ECONOMY

Greece seeks ESM consent to repay part of IMF loans earlier

Greece seeks ESM consent to repay part of IMF loans earlier

Greece has filed a request to the European Stability Mechanism (ESM), the eurozone’s bailout fund, seeking its consent to pay back earlier expensive debt to the International Monetary Fund, government officials said on Wednesday.

The country has received three international bailouts from the eurozone and the IMF worth 280 billion euros since 2010.

It emerged from its latest bailout in August 2018 and has relied on the debt markets to cover its borrowing needs since.

Greece wants to repay debt worth about €3.3 billion to the IMF this year, out of a total of €5 billion in outstanding loans due by 2024.
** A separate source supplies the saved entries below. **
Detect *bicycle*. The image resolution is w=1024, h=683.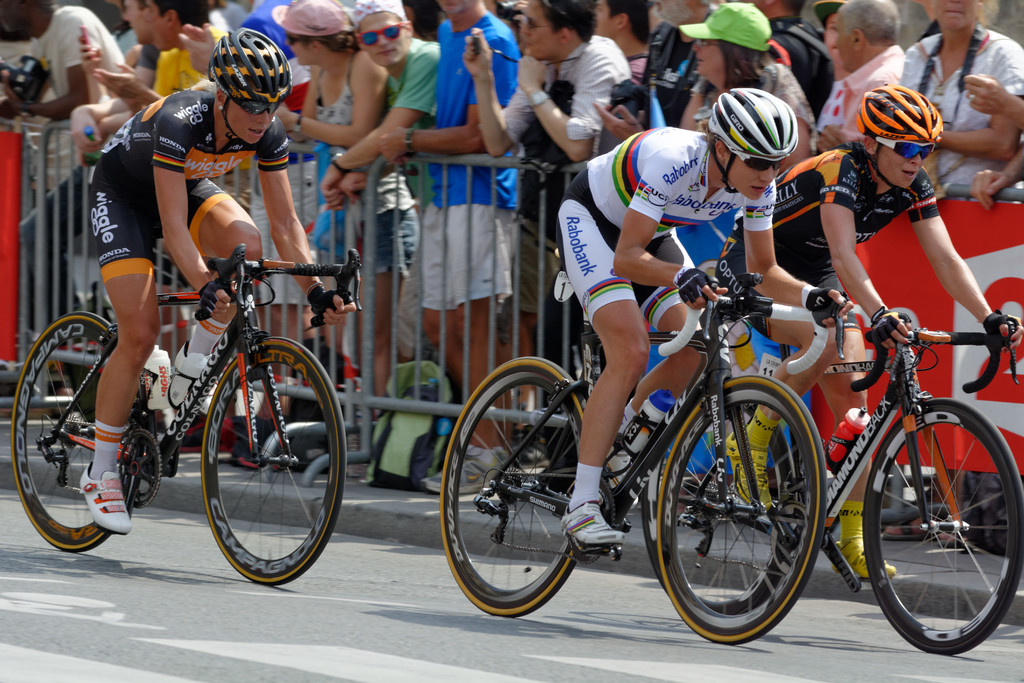
region(639, 277, 1023, 655).
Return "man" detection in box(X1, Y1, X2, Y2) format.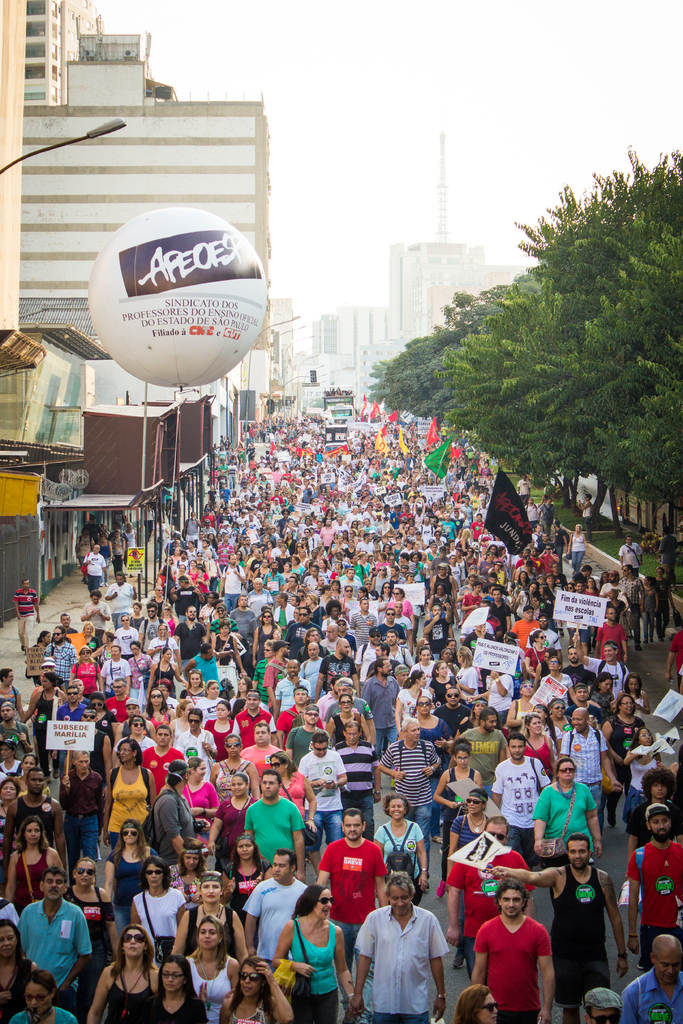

The move allows Athens to reduce its debt-servicing costs, because IMF loans carry higher interest than Greece would now pay on the market.
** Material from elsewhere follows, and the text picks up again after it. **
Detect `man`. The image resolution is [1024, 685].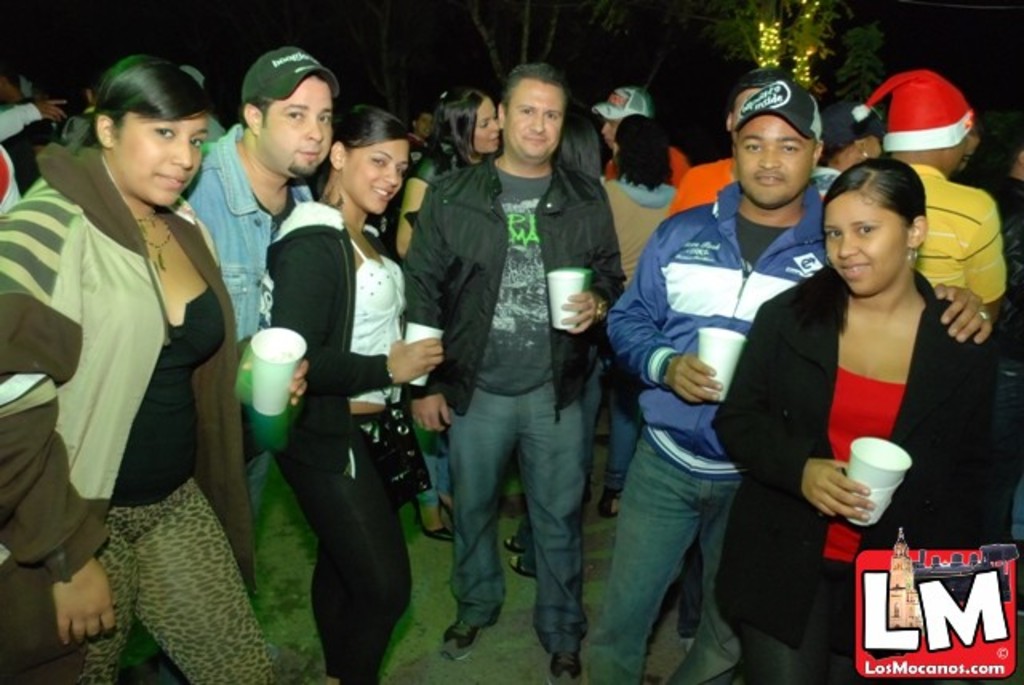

“These are loans that expire in 2021 and 2022,” one of the officials told Reuters.

Under the bailout terms, repaying the IMF earlier would have triggered a proportional payment to the ESM, which is likely to waive this right, a second official told Reuters.

Athens made an early repayment of IMF loans in November 2019.

It has a cash buffer of about €32 billion, sufficient to cover maturing debt for at least two years.